@AnthonyMKreis @NastyOldWomyn @RichardFausset B/c this is Twitter, NG: The following is not a defense of what the Trump electors did; these are technical legal points. Is it clear that Georgia has criminal jurisdiction here? The Trump electors didn't interfere with the election of or voting by the Biden electors. 1/
@AnthonyMKreis @NastyOldWomyn @RichardFausset If Congress had counted the votes of the Trump electors rather than those of the legitimate Biden electors, the voters of Georgia would suffered an injury, but is that legally enough? Considering the ECA anticipates receipt by Congress of documents merely... 2/
@AnthonyMKreis @NastyOldWomyn @RichardFausset … purporting to be proper certificates, and instructs Congress to decide whether count them, I think it's (at best) unclear if what anyone did to back the submission by Trump's GA electors is a federal crime, but if it nevertheless could be a crime in GA, I don't know. 3/3
@KDbyProxy @AnthonyMKreis @RichardFausset The actions of the fake electors would also be governed by their respective state election codes.
@NastyOldWomyn @AnthonyMKreis @RichardFausset Of course Trump's GA electors were wrong. Trump lost. But they still had a 1A right to petition Congress to claim Trump won. AND unless they went through the steps they did, if Congress did decide Trump had won, there could not have been redress w/o a cert from Trump's electors.
@KDbyProxy @AnthonyMKreis @RichardFausset They weren’t “petitioning.” They made several false representations under the election code and they filed false certifications, as well. Read the GA election code: the steps electors are required to take under it are laid out in detail.
@NastyOldWomyn @AnthonyMKreis @RichardFausset As far as I know they made one factually incorrect claim: That they were "duly elected and qualified Electors". They didn't submit a false tally, or a false claim they'd been appointment by the governor, or a false claim of when or where they met. They did what they had to do 1/
@NastyOldWomyn @AnthonyMKreis @RichardFausset to meet the reqs of the ECA. And as the ECA has a process for considering "papers purporting to be certificates of the electoral votes", that suggests people have a right to submit such papers. In any election contest the losing candidates must necessarily claim to have been 2/
@NastyOldWomyn @AnthonyMKreis @RichardFausset duly elected, which is what Trump's GA electors did. If GA law is in conflict with the ECA on that, the ECA prevails. I'm not (yet) saying this argument is clearly the better argument, but it is substantial and should be heard. 3/3
@NastyOldWomyn @AnthonyMKreis @RichardFausset I have read the GA Code on this, and as I tweeted some months ago, it does (on its face) outlaw what Trump's electors did. 4/3
@KDbyProxy @AnthonyMKreis @RichardFausset The GA Election Code requires that the Governor certify the slate of electors, not the electors themselves. Under the GA Election Code, the Governor submits the certificate of the electors, not the electors themselves, so under GA law, what was submitted was fraudulent.
@NastyOldWomyn @AnthonyMKreis @RichardFausset Yes, but in their submission, Trump's electors did not claim to have been certified by the governor. As for the votes OF the electors, the ECA states they shall be submitted by the electors, which is what Trump's electors did.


• [Assigned task]:
From the records below, pull each line that has "frame".

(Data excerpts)
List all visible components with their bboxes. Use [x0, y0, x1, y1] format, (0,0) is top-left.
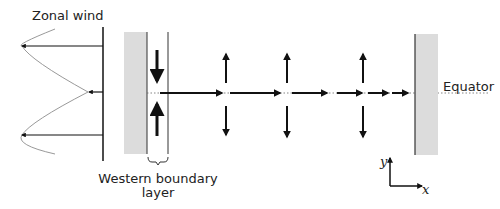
x-axis-label: x [422, 182, 430, 197]
equatorial-wave-diagram: Zonal wind Western boundary layer Equa [0, 0, 500, 209]
western-boundary-label-line1: Western boundary [98, 171, 218, 186]
western-boundary-wall [124, 32, 147, 154]
eastern-boundary-wall [415, 34, 438, 155]
equator-label: Equator [443, 79, 495, 94]
western-boundary-label-line2: layer [142, 185, 175, 200]
boundary-layer-brace [148, 157, 168, 165]
meridional-arrows [226, 54, 363, 137]
zonal-wind-profile: Zonal wind [21, 8, 104, 161]
y-axis-label: y [379, 154, 388, 169]
coordinate-axes: y x [379, 154, 430, 197]
zonal-wind-label: Zonal wind [32, 8, 104, 23]
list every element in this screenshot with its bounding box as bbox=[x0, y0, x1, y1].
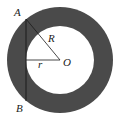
label-B: B bbox=[16, 102, 23, 114]
annulus-diagram: A B O R r bbox=[0, 0, 122, 122]
label-R: R bbox=[47, 32, 55, 44]
label-O: O bbox=[63, 56, 71, 68]
label-r: r bbox=[38, 58, 43, 70]
label-A: A bbox=[13, 6, 21, 18]
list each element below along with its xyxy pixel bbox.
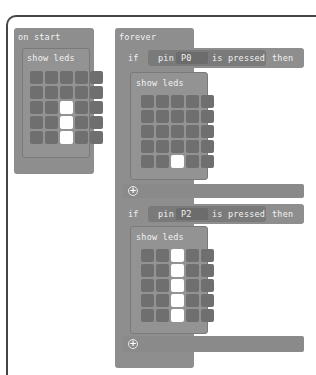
- led-off[interactable]: [141, 95, 154, 108]
- led-off[interactable]: [156, 279, 169, 292]
- led-off[interactable]: [201, 294, 214, 307]
- led-off[interactable]: [201, 279, 214, 292]
- plus-circle-icon[interactable]: +: [128, 186, 138, 196]
- led-on[interactable]: [171, 279, 184, 292]
- pin-pressed-condition[interactable]: pin P2 is pressed: [148, 206, 266, 222]
- led-off[interactable]: [186, 125, 199, 138]
- led-off[interactable]: [60, 86, 73, 99]
- on-start-label: on start: [18, 32, 61, 42]
- led-off[interactable]: [186, 110, 199, 123]
- led-off[interactable]: [156, 294, 169, 307]
- led-off[interactable]: [186, 294, 199, 307]
- led-off[interactable]: [186, 279, 199, 292]
- led-off[interactable]: [141, 110, 154, 123]
- is-pressed-label: is pressed: [212, 209, 265, 219]
- led-off[interactable]: [75, 86, 88, 99]
- led-off[interactable]: [171, 125, 184, 138]
- show-leds-block[interactable]: show leds: [22, 48, 90, 158]
- pin-dropdown[interactable]: P0: [176, 52, 208, 64]
- then-label: then: [272, 209, 293, 219]
- led-off[interactable]: [201, 95, 214, 108]
- led-off[interactable]: [75, 116, 88, 129]
- led-on[interactable]: [171, 309, 184, 322]
- led-off[interactable]: [90, 86, 103, 99]
- led-off[interactable]: [186, 140, 199, 153]
- led-on[interactable]: [60, 131, 73, 144]
- led-off[interactable]: [186, 264, 199, 277]
- led-off[interactable]: [75, 71, 88, 84]
- led-off[interactable]: [186, 249, 199, 262]
- pin-value: P0: [181, 53, 192, 63]
- led-off[interactable]: [75, 131, 88, 144]
- if-footer-p2: [122, 336, 304, 352]
- led-off[interactable]: [201, 309, 214, 322]
- led-off[interactable]: [141, 249, 154, 262]
- led-on[interactable]: [60, 101, 73, 114]
- led-off[interactable]: [90, 131, 103, 144]
- if-footer-p0: [122, 184, 304, 198]
- led-off[interactable]: [201, 110, 214, 123]
- led-grid[interactable]: [141, 249, 214, 322]
- led-off[interactable]: [141, 140, 154, 153]
- led-off[interactable]: [30, 71, 43, 84]
- show-leds-block[interactable]: show leds: [130, 226, 208, 334]
- led-off[interactable]: [201, 264, 214, 277]
- led-off[interactable]: [60, 71, 73, 84]
- led-off[interactable]: [171, 95, 184, 108]
- led-off[interactable]: [141, 264, 154, 277]
- led-off[interactable]: [156, 264, 169, 277]
- on-start-block[interactable]: on start show leds: [14, 28, 94, 174]
- led-off[interactable]: [141, 125, 154, 138]
- led-off[interactable]: [141, 309, 154, 322]
- led-off[interactable]: [45, 116, 58, 129]
- led-off[interactable]: [186, 309, 199, 322]
- led-off[interactable]: [30, 116, 43, 129]
- led-off[interactable]: [156, 95, 169, 108]
- led-off[interactable]: [201, 125, 214, 138]
- led-off[interactable]: [186, 155, 199, 168]
- led-off[interactable]: [156, 125, 169, 138]
- if-block-p0[interactable]: if pin P0 is pressed then: [122, 48, 304, 68]
- led-off[interactable]: [141, 279, 154, 292]
- led-off[interactable]: [45, 131, 58, 144]
- pin-pressed-condition[interactable]: pin P0 is pressed: [148, 50, 266, 66]
- led-off[interactable]: [156, 110, 169, 123]
- led-off[interactable]: [201, 249, 214, 262]
- led-grid[interactable]: [30, 71, 103, 144]
- led-off[interactable]: [186, 95, 199, 108]
- show-leds-block[interactable]: show leds: [130, 72, 208, 180]
- led-off[interactable]: [156, 155, 169, 168]
- show-leds-label: show leds: [136, 78, 184, 88]
- led-on[interactable]: [171, 294, 184, 307]
- led-off[interactable]: [30, 86, 43, 99]
- show-leds-label: show leds: [136, 232, 184, 242]
- led-off[interactable]: [201, 140, 214, 153]
- led-on[interactable]: [171, 155, 184, 168]
- led-grid[interactable]: [141, 95, 214, 168]
- led-off[interactable]: [90, 71, 103, 84]
- led-off[interactable]: [156, 309, 169, 322]
- led-on[interactable]: [60, 116, 73, 129]
- is-pressed-label: is pressed: [212, 53, 265, 63]
- led-off[interactable]: [45, 86, 58, 99]
- led-on[interactable]: [171, 249, 184, 262]
- led-off[interactable]: [171, 110, 184, 123]
- led-off[interactable]: [90, 116, 103, 129]
- led-off[interactable]: [141, 155, 154, 168]
- plus-circle-icon[interactable]: +: [128, 339, 138, 349]
- led-off[interactable]: [30, 131, 43, 144]
- if-block-p2[interactable]: if pin P2 is pressed then: [122, 204, 304, 224]
- led-off[interactable]: [45, 101, 58, 114]
- led-off[interactable]: [30, 101, 43, 114]
- led-on[interactable]: [171, 264, 184, 277]
- led-off[interactable]: [90, 101, 103, 114]
- led-off[interactable]: [201, 155, 214, 168]
- led-off[interactable]: [171, 140, 184, 153]
- led-off[interactable]: [156, 140, 169, 153]
- led-off[interactable]: [141, 294, 154, 307]
- led-off[interactable]: [45, 71, 58, 84]
- led-off[interactable]: [75, 101, 88, 114]
- if-label: if: [128, 209, 139, 219]
- pin-dropdown[interactable]: P2: [176, 208, 208, 220]
- led-off[interactable]: [156, 249, 169, 262]
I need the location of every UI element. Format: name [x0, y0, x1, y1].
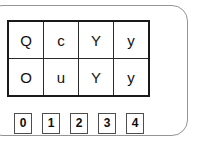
- grid-cell-r1c3[interactable]: y: [114, 59, 150, 97]
- grid-cell-r0c0[interactable]: Q: [8, 21, 44, 59]
- number-button-2[interactable]: 2: [70, 113, 88, 134]
- number-button-3[interactable]: 3: [98, 113, 116, 134]
- grid-cell-r1c0[interactable]: O: [8, 59, 44, 97]
- number-button-1[interactable]: 1: [42, 113, 60, 134]
- grid-cell-r0c1[interactable]: c: [44, 21, 79, 59]
- number-button-row: 0 1 2 3 4: [14, 112, 144, 134]
- table-row: Q c Y y: [8, 21, 149, 59]
- number-button-4[interactable]: 4: [126, 113, 144, 134]
- number-button-0[interactable]: 0: [14, 113, 32, 134]
- grid-cell-r0c2[interactable]: Y: [79, 21, 114, 59]
- grid-cell-r1c2[interactable]: Y: [79, 59, 114, 97]
- table-row: O u Y y: [8, 59, 149, 97]
- grid-cell-r0c3[interactable]: y: [114, 21, 150, 59]
- outer-panel: Q c Y y O u Y y 0 1 2 3 4: [0, 5, 188, 136]
- character-grid: Q c Y y O u Y y: [7, 20, 150, 97]
- grid-cell-r1c1[interactable]: u: [44, 59, 79, 97]
- character-grid-body: Q c Y y O u Y y: [8, 21, 149, 96]
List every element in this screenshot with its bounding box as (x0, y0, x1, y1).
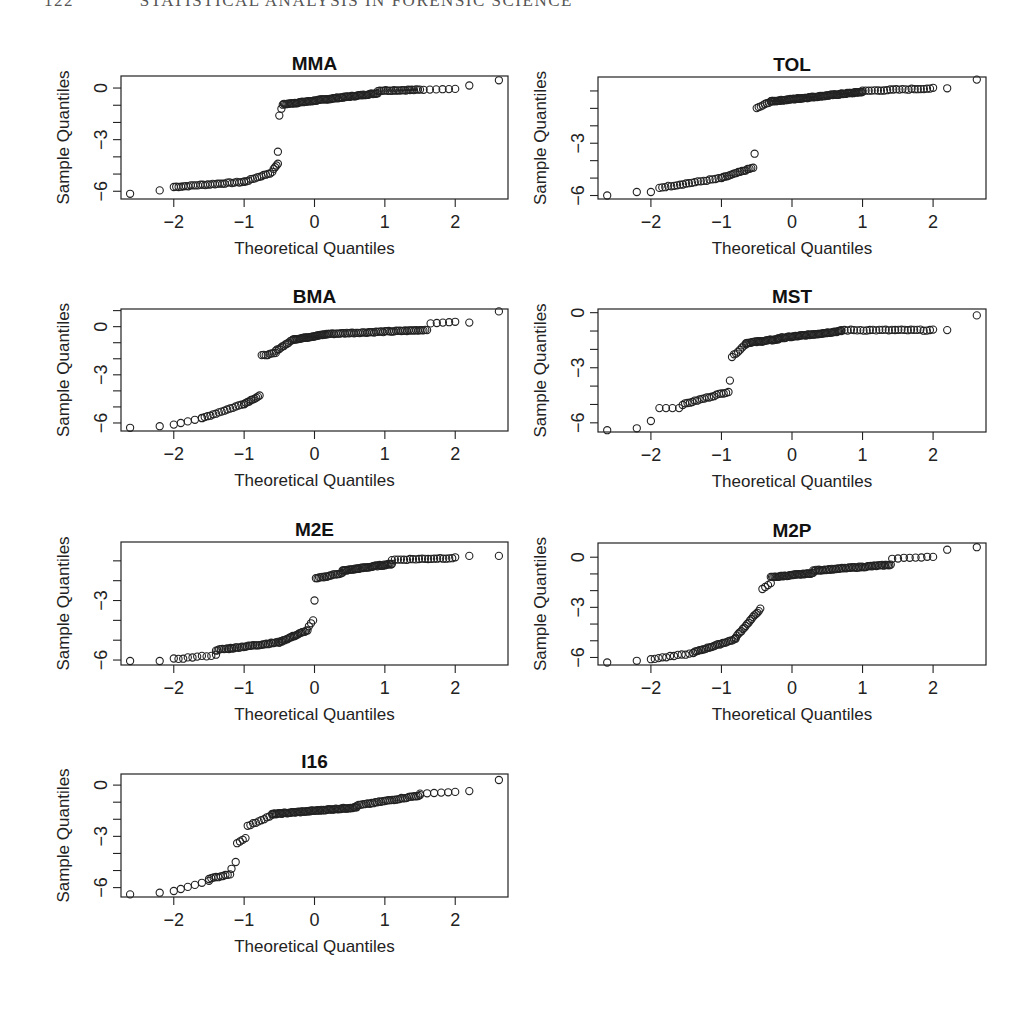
x-tick-label: −2 (164, 444, 185, 464)
qq-plot-figure: MMA−2−1012Theoretical Quantiles0−3−6Samp… (0, 0, 1028, 1010)
y-tick-label: −6 (91, 877, 111, 898)
x-tick-label: −2 (641, 445, 662, 465)
x-tick-label: −2 (164, 212, 185, 232)
qq-point (198, 879, 205, 886)
x-tick-label: −1 (234, 910, 255, 930)
y-axis-label: Sample Quantiles (54, 768, 73, 902)
y-tick-label: −3 (568, 133, 588, 154)
qq-panel-m2p: M2P−2−1012Theoretical Quantiles0−3−6Samp… (531, 520, 986, 724)
x-axis-label: Theoretical Quantiles (712, 239, 873, 258)
y-tick-label: 0 (568, 308, 588, 318)
x-tick-label: 0 (787, 212, 797, 232)
x-tick-label: 0 (309, 678, 319, 698)
qq-point (944, 85, 951, 92)
x-tick-label: −1 (234, 212, 255, 232)
x-tick-label: 1 (380, 212, 390, 232)
qq-point (445, 789, 452, 796)
y-tick-label: −6 (568, 647, 588, 668)
y-tick-label: −6 (91, 413, 111, 434)
x-axis-label: Theoretical Quantiles (234, 705, 395, 724)
y-axis-label: Sample Quantiles (531, 71, 550, 205)
x-tick-label: −2 (164, 910, 185, 930)
x-tick-label: −1 (234, 678, 255, 698)
x-tick-label: −1 (234, 444, 255, 464)
qq-panel-i16: I16−2−1012Theoretical Quantiles0−3−6Samp… (54, 751, 508, 956)
panel-title: MMA (292, 53, 338, 74)
x-tick-label: 0 (787, 678, 797, 698)
qq-point (452, 788, 459, 795)
x-tick-label: 2 (450, 678, 460, 698)
qq-point (495, 776, 502, 783)
qq-point (466, 82, 473, 89)
qq-point (633, 188, 640, 195)
y-tick-label: 0 (91, 780, 111, 790)
qq-point (944, 327, 951, 334)
qq-point (751, 150, 758, 157)
x-tick-label: 1 (380, 444, 390, 464)
x-tick-label: 2 (928, 678, 938, 698)
qq-point (156, 657, 163, 664)
panel-title: M2E (295, 519, 334, 540)
x-tick-label: 0 (787, 445, 797, 465)
y-tick-label: 0 (91, 322, 111, 332)
x-tick-label: 1 (380, 678, 390, 698)
qq-point (633, 657, 640, 664)
x-tick-label: 2 (928, 445, 938, 465)
x-axis-label: Theoretical Quantiles (712, 705, 873, 724)
y-tick-label: 0 (91, 83, 111, 93)
x-axis-label: Theoretical Quantiles (712, 472, 873, 491)
qq-point (184, 883, 191, 890)
x-tick-label: −2 (164, 678, 185, 698)
qq-point (276, 112, 283, 119)
panel-title: TOL (773, 54, 811, 75)
qq-panel-mst: MST−2−1012Theoretical Quantiles0−3−6Samp… (531, 286, 986, 491)
x-tick-label: 1 (858, 212, 868, 232)
panel-title: MST (772, 286, 813, 307)
y-axis-label: Sample Quantiles (531, 303, 550, 437)
x-tick-label: 0 (309, 212, 319, 232)
data-points (604, 312, 981, 434)
qq-panel-bma: BMA−2−1012Theoretical Quantiles0−3−6Samp… (54, 286, 508, 490)
qq-point (466, 319, 473, 326)
qq-point (191, 881, 198, 888)
x-tick-label: 1 (380, 910, 390, 930)
qq-panel-tol: TOL−2−1012Theoretical Quantiles−3−6Sampl… (531, 54, 986, 258)
x-axis-label: Theoretical Quantiles (234, 239, 395, 258)
qq-point (973, 544, 980, 551)
qq-point (274, 148, 281, 155)
qq-point (232, 858, 239, 865)
data-points (604, 544, 981, 667)
y-axis-label: Sample Quantiles (54, 303, 73, 437)
data-points (604, 76, 981, 199)
y-tick-label: −6 (91, 650, 111, 671)
qq-point (156, 889, 163, 896)
data-points (127, 77, 503, 198)
qq-point (737, 346, 744, 353)
x-tick-label: 0 (309, 444, 319, 464)
qq-point (466, 552, 473, 559)
qq-point (424, 790, 431, 797)
qq-panel-mma: MMA−2−1012Theoretical Quantiles0−3−6Samp… (54, 53, 508, 258)
panel-title: BMA (293, 286, 337, 307)
y-tick-label: −3 (91, 129, 111, 150)
data-points (127, 552, 503, 664)
plot-frame (121, 309, 508, 431)
y-axis-label: Sample Quantiles (54, 70, 73, 204)
qq-point (647, 188, 654, 195)
x-tick-label: 2 (928, 212, 938, 232)
qq-point (156, 423, 163, 430)
qq-point (604, 427, 611, 434)
x-tick-label: −2 (641, 212, 662, 232)
qq-point (647, 417, 654, 424)
qq-point (466, 788, 473, 795)
x-tick-label: −1 (711, 445, 732, 465)
panel-title: I16 (301, 751, 327, 772)
x-tick-label: 2 (450, 444, 460, 464)
qq-point (177, 419, 184, 426)
qq-point (726, 377, 733, 384)
x-axis-label: Theoretical Quantiles (234, 937, 395, 956)
y-tick-label: −3 (91, 826, 111, 847)
plot-frame (598, 543, 986, 665)
y-axis-label: Sample Quantiles (531, 537, 550, 671)
y-tick-label: −3 (568, 357, 588, 378)
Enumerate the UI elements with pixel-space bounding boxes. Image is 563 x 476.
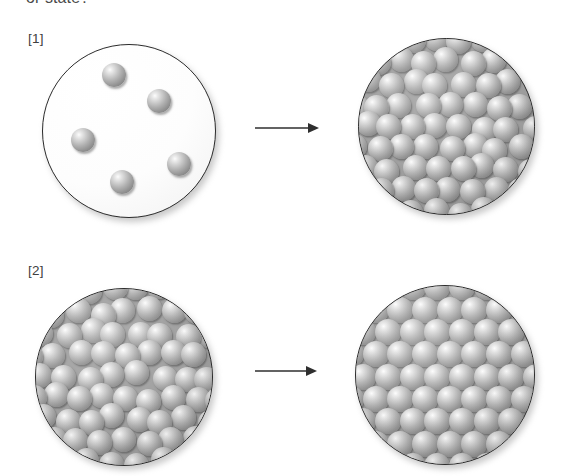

• [Response area]:
plot-frame (121, 309, 508, 431)
plot-frame (598, 543, 986, 665)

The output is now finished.